Fundamental governance problems are being exposed. Nearly half of local government revenues come from the sale of land. Most of rest comes from loans from local government financing vehicles (LGFVs), using public land as collateral, funded the feverish growth in highways, high-speed railways, airports, subways, and other infrastructure. Local governments have tried to keep real estate prices high by strategically selling incrementally smaller plots of land. Local governments also created their own LGFVs to purchase the land from themselves in order to create the appearance of demand and to keep land prices and government revenues high. LGFVs have been so clever at circumventing Beijing’s prohibitions against local government borrowing that nobody, not even the Ministry of Finance seems to know how much many of the local governments owe. Estimates reach $5-7 trillion.
China seems to be facing a turning point in real estate this year. Prime land is already gone. Where markets have seen 17 and 26 percent increases in prices and proceeds, new property sales fell 7.6 percent and 6.3 percent respectively. Worse, there is a worrisome excess supply, by at least one estimate a 20 percent vacancy rate in urban housing. A recent Goldman Sachs report estimates that there is 75 billion square feet of space under construction or ready to occupy – a five year supply at current sales/occupation rates.
Even more troublesome, Zhang Zhiwei, chief China economist for Deutsche Bank, suggests that 43 percent of land auctions in Jaingsu Province in 2014 were won by local government-owned shell entities formed to bid up prices and keep land valuations high. Such phantom sales cannot keep land values from falling for long. They make borrowing harder and paying off existing debt extremely difficult, if not impossible.
Provincial and local governments are left holding too much short-term debt.
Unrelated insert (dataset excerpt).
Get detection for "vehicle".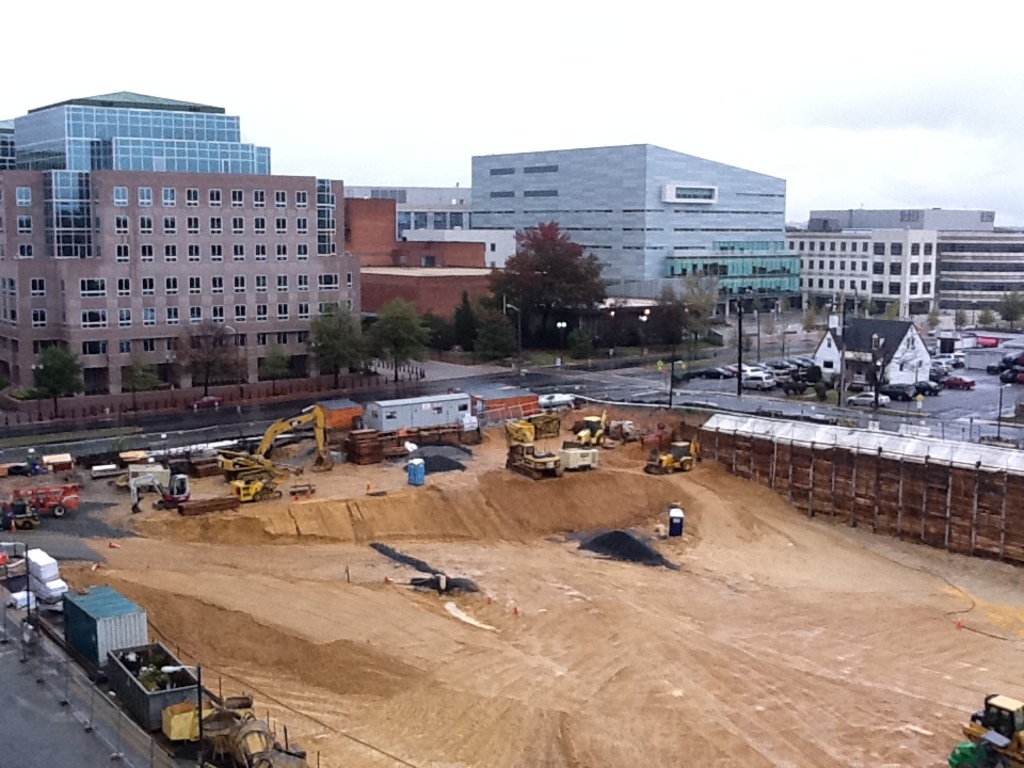
Detection: [558, 439, 599, 475].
To help restructure its debt load, China’s State Council announced recently that local governments could issue up to $480 billion worth of long-term bonds to pay off existing debt. One distinctly possible unintended consequence is that allowing local governments to issue long-term debt could open up a serious avenue to further debt accumulation that local governments cannot or will not actually pay back, as was the case in the early 1990s.
In similar fashion, Beijing has tried to temper the credit-fueled stock market bubble built on investors borrowing heavily to speculate in the market. When it burst, the government encouraged more buying: It cut interest rates, cajoled in speeches and articles, funneled pension funds, loosened restrictions on margin trading, cut trading fees, blasted short-sellers, and now offers more liquidity to brokers who can provide yet more credit to fuel more speculative buying. The potential catastrophe, starting with retail investors portends, harkens back to 1789 France, the worst of times. Significant and broad dissatisfaction is not inconceivable.
China has been a remarkable economic success story. But there are glaring signs of unsustainability. China’s new normal is a clever way to make the forces coming down on the Chinese economy seem, well, normal, desirable, even strategically controlled. They are not. These are complex and precarious economic conditions in part being thrust on China and in part being manufactured by China. Failure to overcome them will have disastarous implications for the whole world.
Robert A. Rogowsky is Professor, Middlebury Institute of International Studies; Adjunct Professor, Georgetown University; Sr. Research Fellow, Center for Chinese Globalization, Beijing,; and former Chief Economist, U.S. International Trade Commission.